The Dim Mak offices in downtown Los Angeles feel thousands of miles away from the label’s original home; founder and electronic dance music star Steve Aoki started the outfit in his dorm room in nearby Santa Barbara. Double beds have been replaced by computer terminals and built-in dressers have been supplanted by a DJ setup, camera and green screen (Dim Mak live-streams mix shows on web platform Twitch on Fridays). And in the back is a recording studio — perhaps not much bigger than that original dorm room — where Aoki records and hosts other performers when he’s in Los Angeles.
Not that he’s seen it lately.
“It’s been a while,” he says, since he’s been back in Los Angeles. “Summertime is really spent [performing] in Europe, or Vegas. I haven’t been back there since the beginning of summer.”
In the new documentary “I’ll Sleep When I’m Dead,” Aoki’s work ethic shines through, as cameras follow him around the world, playing about 300 shows in a year. That boundless energy is how he went from playing hardcore music to spinning EDM in Ibiza, how he defined an entire era in LA nightlife (his Dim Mak parties were the places to be in LA for longer than most clubs even stay open) and how he’s gotten to the point, now, of celebrating 20 years of his label at major festivals around the world.
amNewYork caught up with Aoki in advance of his return to New York to headline the Dim Mak 20th Anniversary stage at this weekend’s Electric Zoo, to chat about the evolution of both his label and his music.
The releases that put Dim Mak on the map were from indie-rock bands — The Kills, Bloc Party, Pretty Girls Make Graves. When did the switch flip for you from indie to dance music?

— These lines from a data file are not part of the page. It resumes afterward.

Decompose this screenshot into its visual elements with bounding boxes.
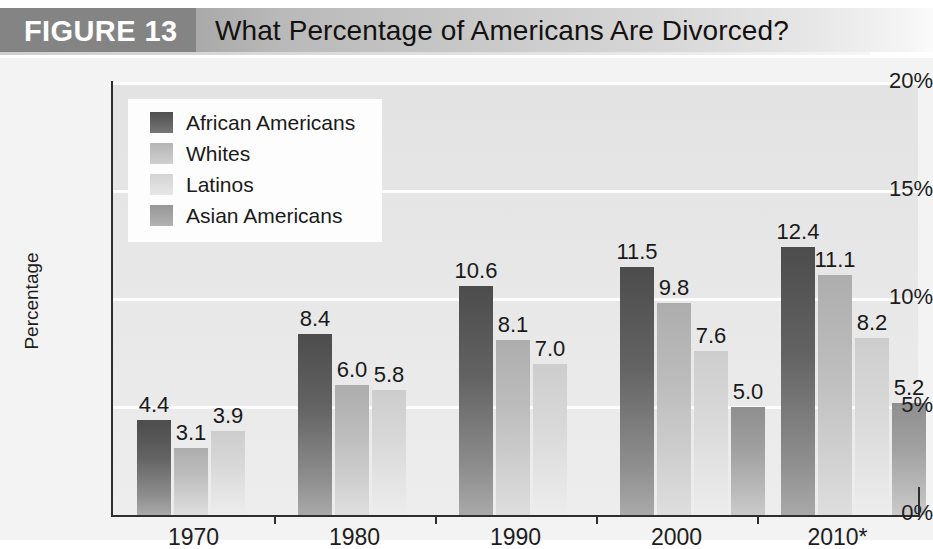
y-tick-label: 20% xyxy=(835,68,933,94)
y-axis-line xyxy=(111,81,113,517)
bar: 7.6 xyxy=(694,351,728,515)
bar: 3.9 xyxy=(211,431,245,515)
y-axis-title: Percentage xyxy=(21,221,43,381)
bar-value-label: 3.1 xyxy=(176,420,207,446)
x-tick-label: 2000 xyxy=(597,524,757,549)
bar: 10.6 xyxy=(459,286,493,515)
bar: 6.0 xyxy=(335,385,369,515)
legend-item: Whites xyxy=(150,138,382,169)
bar: 3.1 xyxy=(174,448,208,515)
bar-value-label: 10.6 xyxy=(455,258,498,284)
legend-swatch-african-americans xyxy=(150,112,173,133)
legend-label: Whites xyxy=(186,142,250,166)
bar-value-label: 7.0 xyxy=(535,336,566,362)
y-tick-label: 5% xyxy=(835,392,933,418)
x-tick-label: 2010* xyxy=(758,524,918,549)
bar: 4.4 xyxy=(137,420,171,515)
x-axis-tick xyxy=(435,515,437,524)
chart-container: 4.43.13.98.46.05.810.68.17.011.59.87.65.… xyxy=(0,58,933,540)
bar-value-label: 8.1 xyxy=(498,312,529,338)
bar-value-label: 8.4 xyxy=(300,306,331,332)
bar: 5.0 xyxy=(731,407,765,515)
legend-label: Asian Americans xyxy=(186,204,342,228)
legend-item: African Americans xyxy=(150,107,382,138)
chart-legend: African Americans Whites Latinos Asian A… xyxy=(128,99,382,242)
y-tick-label: 15% xyxy=(835,176,933,202)
x-axis-tick xyxy=(757,515,759,524)
y-tick-label: 10% xyxy=(835,284,933,310)
legend-swatch-latinos xyxy=(150,174,173,195)
bar: 7.0 xyxy=(533,364,567,515)
bar: 11.5 xyxy=(620,267,654,515)
x-tick-label: 1970 xyxy=(114,524,274,549)
bar-value-label: 9.8 xyxy=(659,275,690,301)
legend-swatch-asian-americans xyxy=(150,205,173,226)
bar-value-label: 5.8 xyxy=(374,362,405,388)
bar: 8.1 xyxy=(496,340,530,515)
legend-item: Latinos xyxy=(150,169,382,200)
legend-item: Asian Americans xyxy=(150,200,382,231)
x-tick-label: 1990 xyxy=(436,524,596,549)
bar: 5.8 xyxy=(372,390,406,515)
figure-banner: FIGURE 13 What Percentage of Americans A… xyxy=(0,8,933,52)
bar: 8.2 xyxy=(855,338,889,515)
bar-value-label: 4.4 xyxy=(139,392,170,418)
bar: 5.2 xyxy=(892,403,926,515)
bar-value-label: 5.0 xyxy=(733,379,764,405)
bar: 9.8 xyxy=(657,303,691,515)
x-axis-tick xyxy=(274,515,276,524)
bar-value-label: 8.2 xyxy=(857,310,888,336)
gridline xyxy=(113,82,918,85)
bar-value-label: 11.1 xyxy=(814,247,855,273)
figure-title: What Percentage of Americans Are Divorce… xyxy=(215,15,789,47)
bar: 12.4 xyxy=(781,247,815,515)
figure-number-label: FIGURE 13 xyxy=(24,15,177,48)
x-axis-tick xyxy=(596,515,598,524)
x-axis-tick xyxy=(918,487,920,517)
x-axis-line xyxy=(111,515,920,517)
legend-label: African Americans xyxy=(186,111,355,135)
x-tick-label: 1980 xyxy=(275,524,435,549)
bar-value-label: 12.4 xyxy=(777,219,820,245)
bar-value-label: 7.6 xyxy=(696,323,727,349)
legend-swatch-whites xyxy=(150,143,173,164)
bar-value-label: 6.0 xyxy=(337,357,368,383)
legend-label: Latinos xyxy=(186,173,254,197)
bar-value-label: 11.5 xyxy=(616,239,657,265)
bar-value-label: 3.9 xyxy=(213,403,244,429)
bar: 8.4 xyxy=(298,334,332,515)
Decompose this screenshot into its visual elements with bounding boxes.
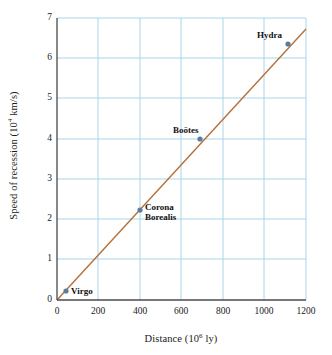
x-axis-title-main: Distance (10: [145, 333, 200, 344]
annotation-hydra: Hydra: [257, 30, 282, 41]
x-axis-title-tail: ly): [203, 333, 218, 344]
y-axis-title-tail: km/s): [8, 91, 19, 118]
y-axis-title-exponent: 4: [6, 118, 14, 122]
annotation-bootes: Boötes: [173, 125, 199, 136]
y-tick-2: 2: [32, 213, 52, 223]
y-tick-4: 4: [32, 133, 52, 143]
x-tick-800: 800: [203, 306, 243, 316]
x-axis-title: Distance (106 ly): [55, 333, 307, 344]
data-point-corona-borealis[interactable]: [137, 207, 142, 212]
y-tick-0: 0: [32, 294, 52, 304]
x-tick-600: 600: [161, 306, 201, 316]
y-tick-7: 7: [32, 12, 52, 22]
x-tick-400: 400: [120, 306, 160, 316]
y-tick-1: 1: [32, 253, 52, 263]
hubble-law-chart: 7 6 5 4 3 2 1 0 0 200 400 600 800 1000 1…: [0, 0, 332, 355]
x-tick-1200: 1200: [286, 306, 326, 316]
annotation-borealis: Borealis: [145, 212, 176, 223]
annotation-virgo: Virgo: [71, 286, 93, 297]
data-point-bootes[interactable]: [197, 136, 202, 141]
y-tick-6: 6: [32, 52, 52, 62]
y-tick-3: 3: [32, 173, 52, 183]
y-axis-title-main: Speed of recession (10: [8, 122, 19, 220]
y-axis-title: Speed of recession (104 km/s): [8, 66, 19, 246]
data-point-virgo[interactable]: [63, 288, 68, 293]
y-tick-5: 5: [32, 92, 52, 102]
data-point-hydra[interactable]: [285, 41, 290, 46]
x-tick-0: 0: [37, 306, 77, 316]
annotation-corona: Corona: [145, 202, 174, 213]
x-tick-200: 200: [78, 306, 118, 316]
x-tick-1000: 1000: [244, 306, 284, 316]
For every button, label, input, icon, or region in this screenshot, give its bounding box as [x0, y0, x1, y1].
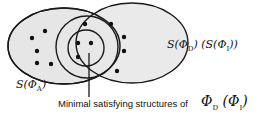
caption-math: ΦD (ΦI) — [201, 93, 248, 112]
caption-text: Minimal satisfying structures of — [58, 98, 188, 109]
set-a-label: S(ΦA) — [16, 78, 46, 93]
set-d-label: S(ΦD) (S(ΦI)) — [167, 38, 238, 53]
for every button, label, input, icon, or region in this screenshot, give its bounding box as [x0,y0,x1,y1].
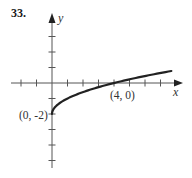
graph: 33. x y (0, -2) (4, 0) [0,0,192,178]
problem-number: 33. [11,6,26,20]
y-axis: y [49,11,65,168]
x-axis-label: x [172,85,179,99]
point-label-y-intercept: (0, -2) [19,109,48,122]
y-axis-arrow-icon [49,13,56,23]
x-axis: x [11,80,183,100]
y-axis-label: y [57,11,64,25]
point-label-x-intercept: (4, 0) [110,89,135,102]
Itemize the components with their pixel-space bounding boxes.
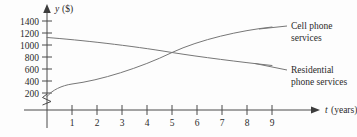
x-tick-label-3: 3 — [120, 118, 125, 128]
y-tick-label-600: 600 — [25, 65, 40, 75]
leader-line-residential-phone-services — [255, 64, 287, 71]
chart-figure: 1400 1200 1000 800 600 400 200 1 2 3 4 5… — [0, 0, 357, 137]
x-axis-title-variable: t — [325, 105, 328, 115]
leader-line-cell-phone-services — [259, 26, 287, 29]
y-axis-title-variable: y — [54, 4, 60, 14]
y-tick-label-400: 400 — [25, 77, 40, 87]
x-tick-label-2: 2 — [95, 118, 100, 128]
x-tick-label-9: 9 — [270, 118, 275, 128]
y-tick-label-1400: 1400 — [20, 17, 39, 27]
series-label-cell-phone-services-line1: Cell phone — [291, 21, 332, 31]
x-axis-arrowhead — [311, 106, 320, 113]
y-tick-label-800: 800 — [25, 53, 40, 63]
y-axis-title-unit: ($) — [62, 4, 73, 15]
series-line-residential-phone-services — [47, 38, 272, 66]
chart-canvas: 1400 1200 1000 800 600 400 200 1 2 3 4 5… — [0, 0, 357, 137]
x-tick-label-4: 4 — [145, 118, 150, 128]
y-axis-arrowhead — [43, 4, 51, 13]
series-label-residential-phone-services-line2: phone services — [291, 77, 347, 87]
y-tick-label-1000: 1000 — [20, 41, 39, 51]
x-tick-label-7: 7 — [220, 118, 225, 128]
x-tick-label-5: 5 — [170, 118, 175, 128]
series-label-residential-phone-services-line1: Residential — [291, 65, 334, 75]
series-label-cell-phone-services-line2: services — [291, 33, 322, 43]
x-tick-label-6: 6 — [195, 118, 200, 128]
y-tick-label-200: 200 — [25, 89, 40, 99]
x-tick-label-1: 1 — [70, 118, 75, 128]
x-axis-title-unit: (years) — [331, 105, 357, 116]
y-tick-label-1200: 1200 — [20, 29, 39, 39]
x-tick-label-8: 8 — [245, 118, 250, 128]
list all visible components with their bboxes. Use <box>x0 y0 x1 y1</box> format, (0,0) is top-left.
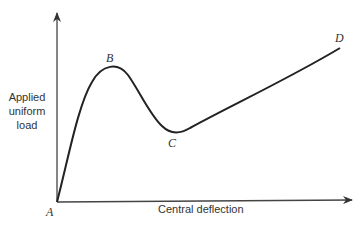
point-label-b: B <box>106 51 113 66</box>
point-label-c: C <box>168 136 176 151</box>
point-label-a: A <box>46 205 53 220</box>
diagram-canvas <box>0 0 362 225</box>
y-axis-label-line-3: load <box>2 118 52 132</box>
load-deflection-curve <box>57 48 340 202</box>
y-axis-label-line-1: Applied <box>2 90 52 104</box>
y-axis-label: Applied uniform load <box>2 90 52 132</box>
y-axis-label-line-2: uniform <box>2 104 52 118</box>
x-axis-label: Central deflection <box>158 203 244 215</box>
x-axis <box>57 200 352 202</box>
point-label-d: D <box>335 31 344 46</box>
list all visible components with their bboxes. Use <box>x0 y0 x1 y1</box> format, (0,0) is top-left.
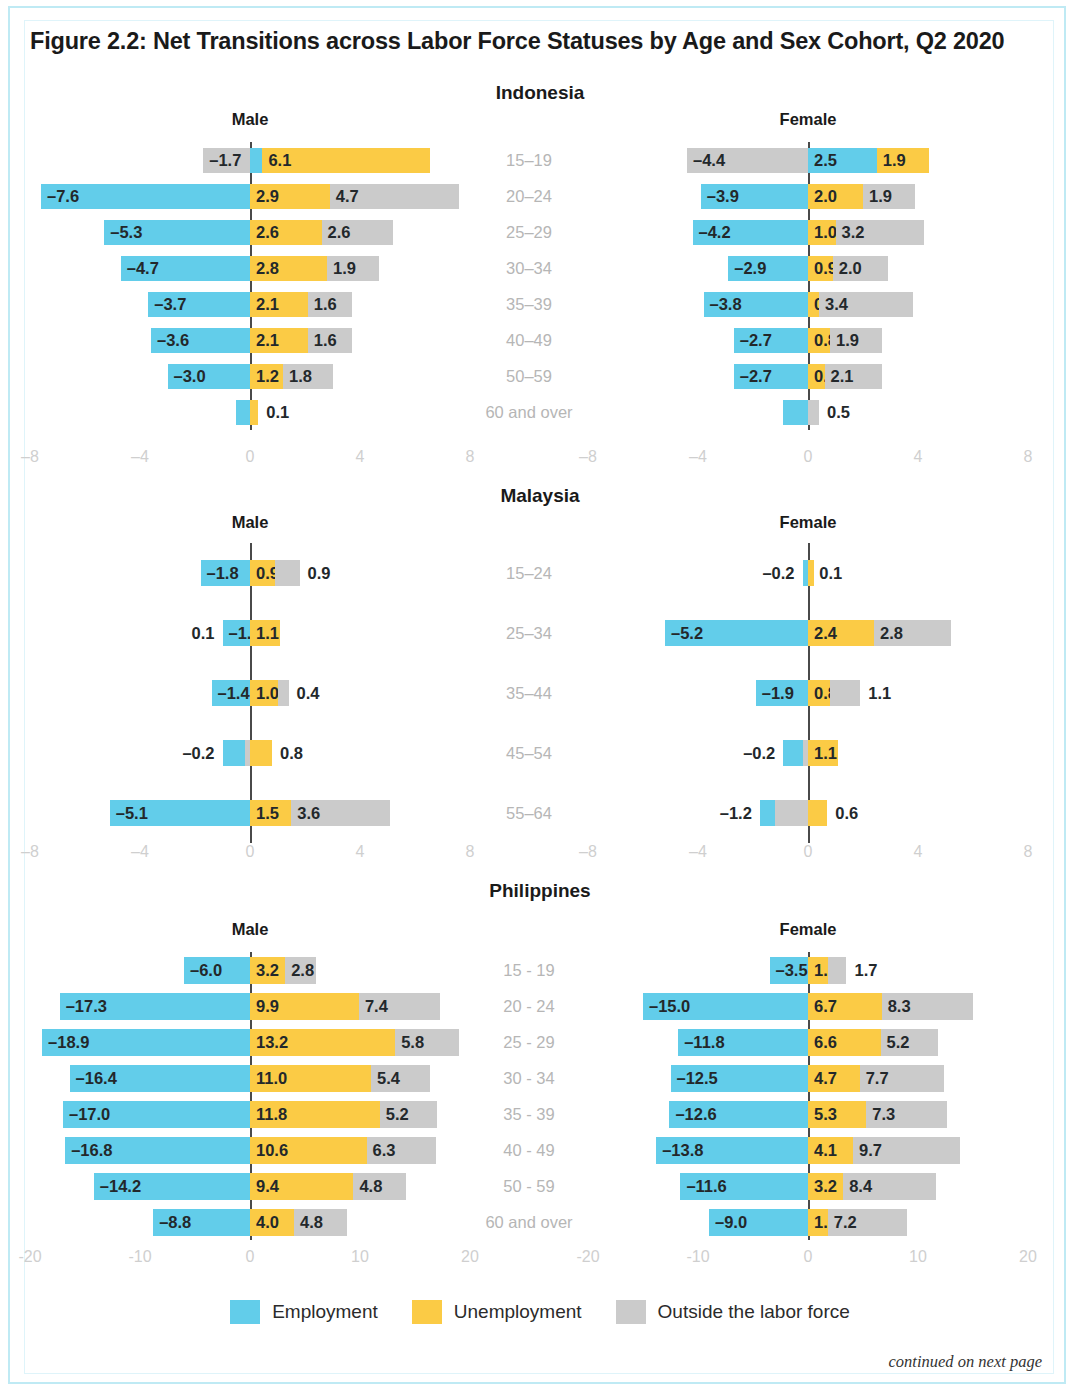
chart-legend: EmploymentUnemploymentOutside the labor … <box>0 1300 1080 1324</box>
bar-segment-emp: –4.2 <box>693 220 809 245</box>
bar-value-label: –16.8 <box>71 1142 112 1159</box>
x-axis-tick: –4 <box>131 843 149 861</box>
bar-value-label: –7.6 <box>47 188 79 205</box>
bar-row: –18.913.25.8 <box>30 1029 470 1056</box>
bar-segment-unemp: 6.7 <box>808 993 882 1020</box>
bar-segment-emp: –13.8 <box>656 1137 808 1164</box>
bar-value-label: 5.2 <box>887 1034 910 1051</box>
bar-value-label: 2.4 <box>814 625 837 642</box>
bar-row: –8.84.04.8 <box>30 1209 470 1236</box>
legend-label-emp: Employment <box>272 1301 378 1323</box>
bar-segment-unemp <box>250 740 272 766</box>
bar-value-label: 7.4 <box>365 998 388 1015</box>
cohort-label: 35 - 39 <box>439 1105 619 1124</box>
cohort-label: 20 - 24 <box>439 997 619 1016</box>
bar-segment-unemp: 10.6 <box>250 1137 367 1164</box>
bar-segment-olf: 2.1 <box>825 364 883 389</box>
bar-value-label: 10.6 <box>256 1142 288 1159</box>
cohort-label: 60 and over <box>439 403 619 422</box>
bar-segment-emp: –2.7 <box>734 328 808 353</box>
cohort-label: 40 - 49 <box>439 1141 619 1160</box>
x-axis-tick: –8 <box>579 843 597 861</box>
plot-area-male: –6.03.22.8–17.39.97.4–18.913.25.8–16.411… <box>30 952 470 1240</box>
bar-value-label: 3.6 <box>297 805 320 822</box>
cohort-label: 40–49 <box>439 331 619 350</box>
bar-value-label: 1.2 <box>256 368 279 385</box>
bar-segment-emp: –1.4 <box>212 680 251 706</box>
bar-row: –3.92.01.9 <box>588 184 1028 209</box>
bar-segment-unemp: 11.8 <box>250 1101 380 1128</box>
bar-row: –7.62.94.7 <box>30 184 470 209</box>
bar-value-label: 6.1 <box>268 152 291 169</box>
bar-segment-olf: 8.3 <box>882 993 973 1020</box>
bar-segment-emp: –14.2 <box>94 1173 250 1200</box>
bar-value-label: –18.9 <box>48 1034 89 1051</box>
x-axis-tick: –8 <box>579 448 597 466</box>
bar-segment-unemp: 0.6 <box>808 364 825 389</box>
cohort-label: 30 - 34 <box>439 1069 619 1088</box>
bar-value-label: –1.8 <box>207 565 239 582</box>
bar-segment-emp: –12.6 <box>669 1101 808 1128</box>
bar-value-label: –3.9 <box>707 188 739 205</box>
bar-segment-olf: 9.7 <box>853 1137 960 1164</box>
bar-value-label: –12.6 <box>675 1106 716 1123</box>
bar-value-label: 1.9 <box>869 188 892 205</box>
x-axis-tick: 0 <box>804 1248 813 1266</box>
bar-value-label: 2.8 <box>291 962 314 979</box>
cohort-label: 25–34 <box>439 624 619 643</box>
legend-item-unemp: Unemployment <box>412 1300 582 1324</box>
bar-segment-unemp: 0.9 <box>250 560 275 586</box>
bar-segment-emp: –6.0 <box>184 957 250 984</box>
bar-segment-olf <box>775 800 808 826</box>
bar-value-label: 2.0 <box>814 188 837 205</box>
bar-value-label: 1.5 <box>256 805 279 822</box>
bar-segment-olf: 5.2 <box>380 1101 437 1128</box>
bar-value-label: –1.9 <box>762 685 794 702</box>
bar-segment-olf <box>278 680 289 706</box>
bar-value-label: 11.8 <box>256 1106 287 1123</box>
bar-value-label: 1.1 <box>814 745 837 762</box>
bar-segment-unemp: 1.8 <box>808 1209 828 1236</box>
bar-segment-unemp <box>808 800 827 826</box>
bar-segment-emp: 2.5 <box>808 148 877 173</box>
bar-outside-label-right: 0.8 <box>280 745 303 762</box>
cohort-label: 55–64 <box>439 804 619 823</box>
x-axis-tick: –4 <box>689 448 707 466</box>
legend-item-emp: Employment <box>230 1300 378 1324</box>
bar-value-label: 6.7 <box>814 998 837 1015</box>
bar-value-label: –6.0 <box>190 962 222 979</box>
bar-segment-unemp: 1.1 <box>808 740 838 766</box>
bar-segment-emp: –2.9 <box>728 256 808 281</box>
cohort-label: 25–29 <box>439 223 619 242</box>
plot-area-female: –3.51.81.7–15.06.78.3–11.86.65.2–12.54.7… <box>588 952 1028 1240</box>
cohort-label: 15–19 <box>439 151 619 170</box>
bar-segment-emp: –5.3 <box>104 220 250 245</box>
bar-segment-emp: –18.9 <box>42 1029 250 1056</box>
bar-segment-unemp: 1.5 <box>250 800 291 826</box>
bar-row: –14.29.44.8 <box>30 1173 470 1200</box>
bar-value-label: 2.1 <box>256 332 279 349</box>
x-axis-tick: 0 <box>246 843 255 861</box>
bar-value-label: –3.7 <box>154 296 186 313</box>
bar-segment-emp: –3.7 <box>148 292 250 317</box>
bar-value-label: –2.9 <box>734 260 766 277</box>
bar-outside-label-right: 0.4 <box>297 685 320 702</box>
bar-row: –0.20.8 <box>30 740 470 766</box>
bar-segment-unemp: 2.8 <box>250 256 327 281</box>
bar-value-label: –5.1 <box>116 805 148 822</box>
x-axis-tick: 8 <box>466 843 475 861</box>
bar-row: –16.411.05.4 <box>30 1065 470 1092</box>
bar-segment-unemp: 1.0 <box>250 680 278 706</box>
bar-segment-unemp: 0.4 <box>808 292 819 317</box>
bar-outside-label-left: –0.2 <box>182 745 214 762</box>
bar-outside-label-right: 1.1 <box>868 685 891 702</box>
bar-row: –16.810.66.3 <box>30 1137 470 1164</box>
bar-value-label: 6.6 <box>814 1034 837 1051</box>
bar-segment-unemp: 2.9 <box>250 184 330 209</box>
bar-value-label: 8.3 <box>888 998 911 1015</box>
bar-row: –3.62.11.6 <box>30 328 470 353</box>
bar-outside-label-left: 0.1 <box>192 625 215 642</box>
bar-segment-olf: 2.8 <box>285 957 316 984</box>
bar-segment-olf: 1.9 <box>830 328 882 353</box>
bar-segment-olf <box>828 957 847 984</box>
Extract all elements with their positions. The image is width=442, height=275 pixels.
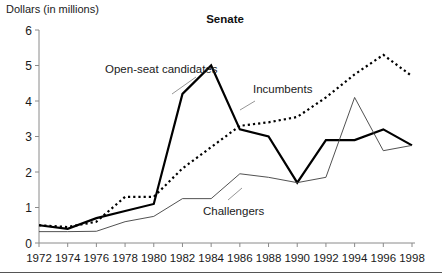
series-annotations: Open-seat candidatesIncumbentsChallenger…	[105, 63, 313, 217]
annotation-leader-line	[228, 188, 242, 200]
x-axis-tick-label: 1986	[227, 252, 253, 264]
y-axis-tick-label: 5	[25, 59, 32, 73]
chart-canvas: Dollars (in millions) Senate 0123456 197…	[0, 0, 442, 275]
x-axis: 1972197419761978198019821984198619881990…	[26, 243, 425, 264]
x-axis-tick-label: 1974	[55, 252, 81, 264]
y-axis-tick-label: 1	[25, 201, 32, 215]
chart-title: Senate	[206, 13, 244, 25]
x-axis-tick-label: 1988	[256, 252, 282, 264]
x-axis-tick-label: 1990	[284, 252, 310, 264]
y-axis-tick-label: 2	[25, 166, 32, 180]
series-line-incumbents	[39, 55, 412, 227]
annotation-leader-line	[240, 101, 255, 110]
y-axis-tick-label: 3	[25, 130, 32, 144]
x-axis-tick-label: 1978	[112, 252, 138, 264]
x-axis-tick-label: 1996	[371, 252, 397, 264]
series-label-open-seat-candidates: Open-seat candidates	[105, 63, 218, 75]
senate-campaign-spending-chart: Dollars (in millions) Senate 0123456 197…	[0, 0, 442, 275]
y-axis-tick-label: 6	[25, 24, 32, 38]
y-axis-tick-label: 0	[25, 237, 32, 251]
series-label-incumbents: Incumbents	[253, 83, 313, 95]
x-axis-tick-label: 1976	[84, 252, 110, 264]
series-label-challengers: Challengers	[203, 205, 265, 217]
x-axis-tick-label: 1980	[141, 252, 167, 264]
y-axis-tick-label: 4	[25, 95, 32, 109]
y-axis: 0123456	[25, 24, 39, 251]
x-axis-tick-label: 1998	[399, 252, 425, 264]
x-axis-tick-label: 1994	[342, 252, 368, 264]
y-axis-title: Dollars (in millions)	[6, 3, 99, 15]
x-axis-tick-label: 1992	[313, 252, 339, 264]
x-axis-tick-label: 1984	[198, 252, 224, 264]
x-axis-tick-label: 1972	[26, 252, 52, 264]
x-axis-tick-label: 1982	[170, 252, 196, 264]
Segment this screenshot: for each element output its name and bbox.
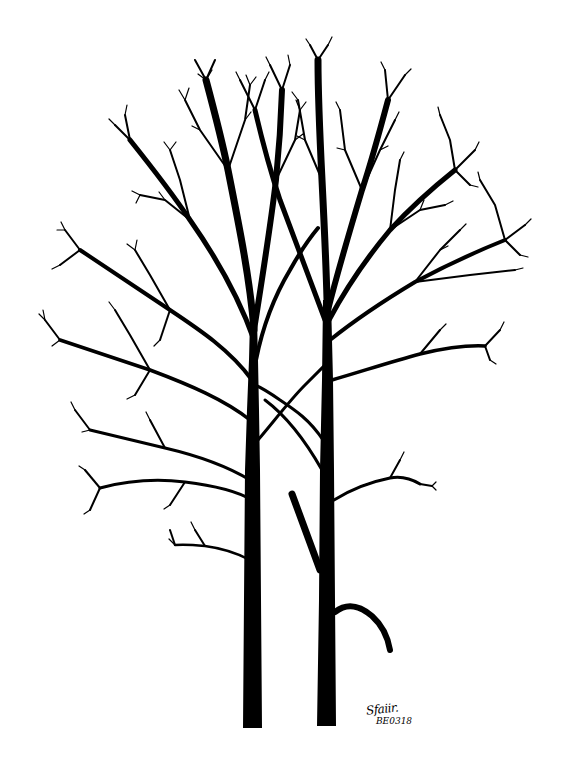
artist-signature: Sfaiir. BE0318 [366, 702, 416, 736]
signature-date: BE0318 [376, 716, 412, 726]
tree-drawing [0, 0, 567, 780]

It was incorporating the music that we were putting out with what I was doing in Los Angeles. And what I was doing there was throwing these Dim Mak events where bands would come and DJ. And it was a very similar format and structure to what I was doing in college, when bands would come and play in my living room. It was very much this kind of exclusive, SoHo House of indie culture in Los Angeles. So bands like Yeah Yeah Yeahs and Bloc Party and The Killers and The Shins and whomever else was touring would come DJ. So I was doing that consistently enough that a scene started to emerge and form between the indie sound and DJ culture. And that all stemmed from artists like LCD Soundsystem, and producers who were musicians but also had depth in electronic music.
For me, I took a stab at remixing one of my label’s bands, Bloc Party — I had the stems, I had the masters, so I just did it and then I delivered my remix to them. I said, “This is my very first remix I’ve ever done. I would love to release it on a 12”,” and I wanted to have Diplo remix the other side [of the record]. It was some of our first remixes on this 12”. So I asked: “Can you let two unknown guys do this?“ Once they gave me a go, I called Peaches to sing on it, to juice it up, and she rapped on the remix. And then I just got into bed with learning about electronic music with a friend of mine. And for two years we did maybe 40 remixes.
After 20 years, what has Dim Mak come to mean?
It’s an evolution. We care about the artists that we put out, the culture that we love, but we’re not striving to be the best, we’re not striving to be the coolest. I’ve seen this trend throughout all of these years of doing the label … you’re contemporaries of incredible visionaries and incredible brands that really help define cultures of sound. And then, it’s gone. An epoch of sound has been buried somehow, and there’s a new trend that arises. When that new trend arises, the labels that represented that old sound and culture are left in the rubble. But somehow we’ve been able to dodge the bullets that were meant to take us down. I think what’s important for me is to be fluid. … It’s important to trust your intuition and your gut and believe in change, in artists and take those dangerous steps forward. You have to rebuild the wheel, constantly — even more so now than in the past. … You have to have a team that can adjust quickly and represent tomorrow. That takes a clever group of people.
The documentary shows the lead-up to, and then the cancellation of, a big show at Madison Square Garden. Do you still want to play there?
It’s definitely one of those benchmark goals. It’s not on the horizon [at] the moment. It’s the kind of show that takes a year’s planning — you have to schedule it that far in advance, and everything has to make sense: the timing, it’s all got to line up. Right now it’s not on the books, but it’s a big deal. I’m not throwing it away.